Technology

US, Western allies should look to ‘friendshoring’ defense production in the Middle East: Report

US, Western allies should look to 'friendshoring' defense production in the Middle East: Report

BEIRUT — To ease the burden on US and Western defense industrial bases and fill supply chain gaps, officials should look to “friendshoring” some defense production to allies in the Middle East, according to a new report.
“[T]here is a unique opportunity now to enhance the capacity of our partners in the Middle East, and thus our collective capacity as well,” the report states.
The report, published Wednesday by the Jewish Institute for National Security of America, says the West should look to Israel, Saudi Arabia, the United Arab Emirates and Bahrain, in particular, and take “crawl, walk, run” approach to benefit from untapped Middle East potential.
First, partners should take advantage of such low hanging fruit: the raw materials, shells, fuses, propellant charges for 155 mm artillery and unmanned aerial systems UAS, that can be coproduced with these states, benefiting from their national strategy for localization of defense production. (Both Saudi Arabia and the UAE have launched ambitious initiatives to produce 50 percent of defense articles in-country by 2030.)
For example, by “pairing Israel’s high-technology defense sector and its growing DIB [defense industrial base] capacity with our Gulf partners’ massive capital and demonstrated ambitions to diversify global supply chains that support national security needs, the United States could expedite production of directed energy systems to counter, at sustainable cost, shared asymmetric threats from attritable drones, rockets, and missiles like those used in abundance by Iran’s proxy axis and by Russian forces attacking Ukraine,” the report says.
Those kinds of projects would build toward longer-term efforts like coproducing air/missile defense interceptor components and codeveloping new systems and technologies.
The report says that working closely with the Middle Eastern states will help boost security in the region and “contribute to solving the aggregate global DIB [Defense Industrial Base] challenge.” The report also highlighted the need to streamline and simply the US Foreign Military Sales process to help in technology transfer to these states.
“Our Middle East partners have all expressed the need to bolster their capabilities to defend themselves. They have also significantly increased their defense spending.
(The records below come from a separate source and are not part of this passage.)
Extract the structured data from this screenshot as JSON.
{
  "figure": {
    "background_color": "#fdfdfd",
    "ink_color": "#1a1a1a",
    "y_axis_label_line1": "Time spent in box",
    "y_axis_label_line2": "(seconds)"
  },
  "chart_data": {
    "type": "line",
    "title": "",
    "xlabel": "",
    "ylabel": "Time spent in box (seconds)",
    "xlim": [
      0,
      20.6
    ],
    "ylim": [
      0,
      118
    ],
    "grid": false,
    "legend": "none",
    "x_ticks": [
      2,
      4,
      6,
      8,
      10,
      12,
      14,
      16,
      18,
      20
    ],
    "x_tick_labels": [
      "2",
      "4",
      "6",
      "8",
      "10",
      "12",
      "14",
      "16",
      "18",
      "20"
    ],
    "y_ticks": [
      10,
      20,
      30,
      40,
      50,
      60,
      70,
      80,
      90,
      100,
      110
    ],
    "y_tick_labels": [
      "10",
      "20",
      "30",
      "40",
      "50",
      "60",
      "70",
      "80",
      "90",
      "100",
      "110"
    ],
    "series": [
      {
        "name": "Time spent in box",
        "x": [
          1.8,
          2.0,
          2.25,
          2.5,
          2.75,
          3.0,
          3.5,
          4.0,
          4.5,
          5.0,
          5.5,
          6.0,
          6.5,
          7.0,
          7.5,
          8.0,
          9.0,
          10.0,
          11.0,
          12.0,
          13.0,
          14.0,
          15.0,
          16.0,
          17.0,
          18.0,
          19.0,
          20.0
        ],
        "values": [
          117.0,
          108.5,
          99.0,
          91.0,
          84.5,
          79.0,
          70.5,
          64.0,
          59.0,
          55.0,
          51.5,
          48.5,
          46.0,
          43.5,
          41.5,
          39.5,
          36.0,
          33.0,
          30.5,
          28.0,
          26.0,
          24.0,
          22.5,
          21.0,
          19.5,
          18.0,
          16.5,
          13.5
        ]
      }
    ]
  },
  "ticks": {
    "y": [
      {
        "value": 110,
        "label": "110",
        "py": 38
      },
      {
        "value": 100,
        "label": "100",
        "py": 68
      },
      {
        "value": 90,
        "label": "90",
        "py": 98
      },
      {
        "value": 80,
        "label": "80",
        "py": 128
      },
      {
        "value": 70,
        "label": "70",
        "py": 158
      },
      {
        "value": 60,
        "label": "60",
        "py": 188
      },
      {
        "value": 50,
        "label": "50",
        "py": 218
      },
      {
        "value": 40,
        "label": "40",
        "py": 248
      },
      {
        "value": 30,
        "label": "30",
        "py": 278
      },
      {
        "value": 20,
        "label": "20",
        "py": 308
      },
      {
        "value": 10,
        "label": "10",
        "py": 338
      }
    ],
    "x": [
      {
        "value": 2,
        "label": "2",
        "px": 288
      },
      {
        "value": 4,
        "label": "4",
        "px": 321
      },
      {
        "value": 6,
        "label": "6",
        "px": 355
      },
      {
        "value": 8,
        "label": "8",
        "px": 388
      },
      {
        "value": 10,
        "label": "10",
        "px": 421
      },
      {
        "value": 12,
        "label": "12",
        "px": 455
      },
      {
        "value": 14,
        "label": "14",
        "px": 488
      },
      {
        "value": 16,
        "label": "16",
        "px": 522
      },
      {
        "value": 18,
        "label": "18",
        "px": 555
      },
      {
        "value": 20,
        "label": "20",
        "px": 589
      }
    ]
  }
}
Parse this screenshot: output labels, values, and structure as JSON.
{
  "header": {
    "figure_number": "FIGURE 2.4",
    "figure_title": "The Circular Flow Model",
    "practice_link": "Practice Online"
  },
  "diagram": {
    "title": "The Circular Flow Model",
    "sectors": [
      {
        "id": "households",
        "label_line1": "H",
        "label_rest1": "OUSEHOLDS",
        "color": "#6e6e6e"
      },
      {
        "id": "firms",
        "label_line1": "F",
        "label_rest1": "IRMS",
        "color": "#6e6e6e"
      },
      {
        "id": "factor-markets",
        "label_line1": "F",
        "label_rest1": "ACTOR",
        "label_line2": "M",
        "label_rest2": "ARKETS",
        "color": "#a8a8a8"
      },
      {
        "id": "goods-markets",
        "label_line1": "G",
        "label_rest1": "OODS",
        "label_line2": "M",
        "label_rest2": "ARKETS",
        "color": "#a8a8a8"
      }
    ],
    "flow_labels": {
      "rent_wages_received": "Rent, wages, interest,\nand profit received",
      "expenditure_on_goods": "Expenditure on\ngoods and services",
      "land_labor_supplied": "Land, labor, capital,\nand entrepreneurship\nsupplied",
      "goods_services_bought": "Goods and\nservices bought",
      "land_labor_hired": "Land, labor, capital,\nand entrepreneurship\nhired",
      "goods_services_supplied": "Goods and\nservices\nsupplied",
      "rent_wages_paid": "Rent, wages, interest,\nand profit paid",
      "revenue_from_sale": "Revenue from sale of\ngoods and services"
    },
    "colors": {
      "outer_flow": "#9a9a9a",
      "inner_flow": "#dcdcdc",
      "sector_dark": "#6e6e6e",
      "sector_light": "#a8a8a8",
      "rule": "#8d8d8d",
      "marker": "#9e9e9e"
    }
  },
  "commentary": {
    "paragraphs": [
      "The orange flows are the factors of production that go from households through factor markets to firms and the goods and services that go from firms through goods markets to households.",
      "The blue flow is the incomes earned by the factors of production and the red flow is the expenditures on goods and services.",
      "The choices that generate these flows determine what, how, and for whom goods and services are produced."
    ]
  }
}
The United States can help accelerate these positive trends by supporting our partners in developing and maintaining sufficient defense production capacity, resilient supply chains, and access to technology,” the report says.
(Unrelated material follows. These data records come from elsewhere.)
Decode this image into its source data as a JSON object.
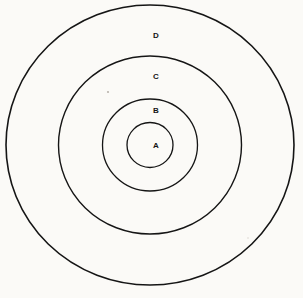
{
  "figure": {
    "kind": "concentric-circles-diagram",
    "background_color": "#fbfaf7",
    "ink_color": "#151515",
    "center": {
      "x": 150,
      "y": 145
    },
    "rings": [
      {
        "id": "ring-d",
        "label": "D",
        "order": 4,
        "position": "outermost",
        "radius_x": 144,
        "radius_y": 140,
        "stroke_width": 1.6,
        "label_x": 156,
        "label_y": 36
      },
      {
        "id": "ring-c",
        "label": "C",
        "order": 3,
        "position": "third",
        "radius_x": 91.5,
        "radius_y": 89,
        "stroke_width": 1.4,
        "label_x": 156,
        "label_y": 77
      },
      {
        "id": "ring-b",
        "label": "B",
        "order": 2,
        "position": "second",
        "radius_x": 47.5,
        "radius_y": 46,
        "stroke_width": 1.3,
        "label_x": 156,
        "label_y": 111
      },
      {
        "id": "ring-a",
        "label": "A",
        "order": 1,
        "position": "innermost",
        "radius_x": 23,
        "radius_y": 22.5,
        "stroke_width": 1.3,
        "label_x": 156,
        "label_y": 146
      }
    ],
    "specks": [
      {
        "x": 108,
        "y": 92,
        "r": 1.1
      },
      {
        "x": 248,
        "y": 238,
        "r": 0.8
      }
    ]
  },
  "chart_data": {
    "type": "diagram",
    "title": "",
    "subtype": "concentric-circles",
    "categories": [
      "A",
      "B",
      "C",
      "D"
    ],
    "values": [
      23,
      47.5,
      91.5,
      144
    ],
    "value_meaning": "outer radius in pixels of each labeled circle",
    "labels_inside_out": [
      "A",
      "B",
      "C",
      "D"
    ],
    "xlabel": "",
    "ylabel": "",
    "legend": "none",
    "grid": false
  }
}
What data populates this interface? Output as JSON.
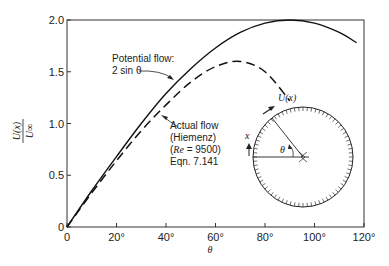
{
  "chart_data": {
    "type": "line",
    "title": "",
    "xlabel": "θ",
    "ylabel_num": "U(x)",
    "ylabel_den": "U∞",
    "xlim": [
      0,
      120
    ],
    "ylim": [
      0,
      2.0
    ],
    "grid": false,
    "x_ticks": [
      0,
      20,
      40,
      60,
      80,
      100,
      120
    ],
    "x_tick_labels": [
      "0",
      "20°",
      "40°",
      "60°",
      "80°",
      "100°",
      "120°"
    ],
    "y_ticks": [
      0,
      0.5,
      1.0,
      1.5,
      2.0
    ],
    "y_tick_labels": [
      "0",
      "0.5",
      "1.0",
      "1.5",
      "2.0"
    ],
    "series": [
      {
        "name": "Potential flow: 2 sin θ",
        "style": "solid",
        "x": [
          0,
          10,
          20,
          30,
          40,
          50,
          60,
          70,
          80,
          90,
          100,
          110,
          117
        ],
        "values": [
          0,
          0.35,
          0.68,
          1.0,
          1.29,
          1.53,
          1.73,
          1.88,
          1.97,
          2.0,
          1.97,
          1.88,
          1.78
        ]
      },
      {
        "name": "Actual flow (Hiemenz) (Re = 9500) Eqn. 7.141",
        "style": "dashed",
        "x": [
          0,
          10,
          20,
          30,
          40,
          50,
          60,
          70,
          80,
          90
        ],
        "values": [
          0,
          0.33,
          0.64,
          0.93,
          1.18,
          1.4,
          1.55,
          1.6,
          1.5,
          1.22
        ]
      }
    ],
    "annotations": [
      {
        "text_lines": [
          "Potential flow:",
          "2 sin θ"
        ],
        "points_to": "solid curve"
      },
      {
        "text_lines": [
          "Actual flow",
          "(Hiemenz)",
          "(Re = 9500)",
          "Eqn. 7.141"
        ],
        "points_to": "dashed curve"
      }
    ],
    "inset": {
      "description": "cylinder cross-section with surface coordinate",
      "labels": {
        "velocity": "U(x)",
        "coordinate": "x",
        "angle": "θ"
      }
    }
  },
  "labels": {
    "potential_line1": "Potential flow:",
    "potential_line2": "2 sin θ",
    "actual_line1": "Actual flow",
    "actual_line2": "(Hiemenz)",
    "actual_line3_re": "Re",
    "actual_line3_rest": " = 9500)",
    "actual_line4": "Eqn. 7.141",
    "inset_velocity": "U(x)",
    "inset_x": "x",
    "inset_theta": "θ",
    "xlabel": "θ",
    "ylabel_num": "U(x)",
    "ylabel_den": "U∞"
  }
}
From a strategic perspective, the report highlights the significance of coproduction with these countries to face shared adversaries.
“Iran’s capacity and willingness to endanger the regional order is abetted by China, Russia, and North Korea, each of whom wants to divert U.S. attention and assets back into the Middle East and away from its own doorstep. By the same token, stoking conflicts that unleash violent extremism and waves of refugees threatens to undermine America’s partners in the Middle East, Europe, and elsewhere,” says the report.
It also highlighted that boosting defense coproduction with these states will reinforce US regional role.